Advocates call for investigation of NYPD treatment of homeless

Photo: Jeff Stein

A coalition of homelessness advocates and homeless individuals gathered on the steps of City Hall on Monday to call for a “formal investigation and review into the NYPD’s policing and treatment of homeless New Yorkers.”

Members of the nonprofit organization Picture the Homeless gathered to publicize an open letter to NYPD Inspector General Philip Eure, which cites police orders for homeless people to vacate public spaces, as well as the confiscation and destruction of personal belongings, as grounds to open a formal inquiry. The letter, penned by the advocacy group Communities United for Police Reform, is co-signed by over 50 local and national advocacy groups, including the New York Civil Liberties Union, the Center for Constitutional Rights and the Legal Aid Society.

“Over the past two years and especially the past several months, a number of documented incidents and reports, together with pronouncements by top government officials, raise serious concerns about whether homeless people in the city are being targeted with abusive and discriminatory treatment by the NYPD – simply due to their housing status,” the letter states. 

“Homeless New Yorkers are entitled to the same rights as any other resident of the city, but some accounts appear to indicate that police have participated in activity violating that notion,” the letter continues.

In particular, the letter references police action in East Harlem in which several homeless New Yorkers had personal property seized and discarded into a Department of Sanitation truck during a September raid. That incident, which was captured on video, is the subject of a notice of claim and could lead to a lawsuit against the city.

The letter also denounces the de Blasio administration’s public efforts to dismantle homeless encampments, “a policy and practice opposed by the U.S. Justice Department in a legal filing,” according to advocates. In his December announcement of the city’s retooled efforts to combat street homelessness – dubbed HOME-STAT to mirror NYPD’s longstanding CompStat system – Mayor Bill de Blasio touted the clearing of 30 homeless encampments, a line that garnered uneasy applause.

At Monday’s press gathering, advocates spoke out against the criminalization of street homelessness, which they say is forbidden by the Community Safety Act, as well as other federal and international laws.   

“Being homeless is not a crime, but the NYPD’s targeting of homeless people for law enforcement action when they aren’t violating the law and destroying property – that is a crime,” said Nahal Zamani, an advocacy program manager at the Center for Constitutional Rights. 

“Homeless people are entitled to be in public just like any other New Yorker. Homeless people should not be targeted for their presence based on the presumption of their housing status. The NYPD’s action on 125th Street and across this city clearly contravene a growing international consensus that criminalization of homelessness is a crime and it violates international laws, as well as domestic laws.”

James Doctor, a street homeless man, spoke out against NYPD action. (Photo: Jeff Stein)

James Doctor, a homeless man who says he was a victim of the NYPD’s action on 125th Street, described to New York Nonprofit Media racing back to his belongings and missing the destruction of his few personal possessions, including important identifying documents, by minutes.

“By the time I got there, they threw all of my property in the back of a garbage truck,” Doctor said. “A friend of mine was trying to tell them to give me time to come from two blocks away and retrieve my property. My birth certificate, my Social Security card, ID, everything of mine – my clothing – all personal items thrown in the garbage truck.”

After several months of hardship, Doctor said that he was still trying to replace those documents. He also said that the fiasco has underscored a belief that local government has stacked the deck against those who need help the most.

“You tell me I’m medically sick and I can’t work no more, but you don’t want to give me no benefits to help me take care of myself. But you don’t need no ID, nothing like that – all you do is run my fingerprints and I tell you my Social Security number and you know that’s the person to lock up,” Doctor said. 

He also claimed that the relationship between the NYPD and the street homeless community has continued to deteriorate in light of recent events.

“I see it on the regular – I’m out there every day – how they look down on the homeless. We might as well be dog poop that you stepped in that you’re trying to scrape off of your shoe, because that’s how they look at us.”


Work task
Exact transcription of the data below is required, without the images.

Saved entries

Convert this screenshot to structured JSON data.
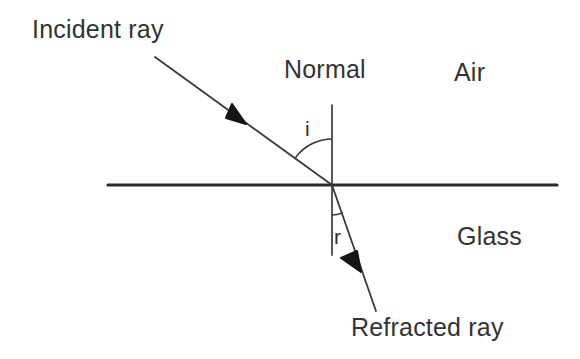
{
  "diagram": {
    "colors": {
      "line": "#2a2a2a",
      "text": "#333333",
      "background": "#ffffff"
    },
    "labels": {
      "incident_ray": "Incident ray",
      "normal": "Normal",
      "air": "Air",
      "glass": "Glass",
      "refracted_ray": "Refracted ray",
      "angle_of_incidence": "i",
      "angle_of_refraction": "r"
    },
    "geometry": {
      "boundary_line": {
        "x1": 108,
        "y1": 185,
        "x2": 557,
        "y2": 185
      },
      "normal_line": {
        "x1": 332,
        "y1": 105,
        "x2": 332,
        "y2": 255
      },
      "incident_ray": {
        "x1": 155,
        "y1": 57,
        "x2": 332,
        "y2": 185,
        "arrow_x": 238,
        "arrow_y": 118
      },
      "refracted_ray": {
        "x1": 332,
        "y1": 185,
        "x2": 376,
        "y2": 311,
        "arrow_x": 354,
        "arrow_y": 262
      },
      "incidence_point": {
        "x": 332,
        "y": 185
      },
      "arc_incidence_radius": 46,
      "arc_refraction_radius": 30
    }
  }
}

Expected output
Convert this screenshot to structured JSON data.
{
  "diagram": {
    "colors": {
      "line": "#2a2a2a",
      "text": "#333333",
      "background": "#ffffff"
    },
    "labels": {
      "incident_ray": "Incident ray",
      "normal": "Normal",
      "air": "Air",
      "glass": "Glass",
      "refracted_ray": "Refracted ray",
      "angle_of_incidence": "i",
      "angle_of_refraction": "r"
    },
    "geometry": {
      "boundary_line": {
        "x1": 108,
        "y1": 185,
        "x2": 557,
        "y2": 185
      },
      "normal_line": {
        "x1": 332,
        "y1": 105,
        "x2": 332,
        "y2": 255
      },
      "incident_ray": {
        "x1": 155,
        "y1": 57,
        "x2": 332,
        "y2": 185,
        "arrow_x": 238,
        "arrow_y": 118
      },
      "refracted_ray": {
        "x1": 332,
        "y1": 185,
        "x2": 376,
        "y2": 311,
        "arrow_x": 354,
        "arrow_y": 262
      },
      "incidence_point": {
        "x": 332,
        "y": 185
      },
      "arc_incidence_radius": 46,
      "arc_refraction_radius": 30
    }
  }
}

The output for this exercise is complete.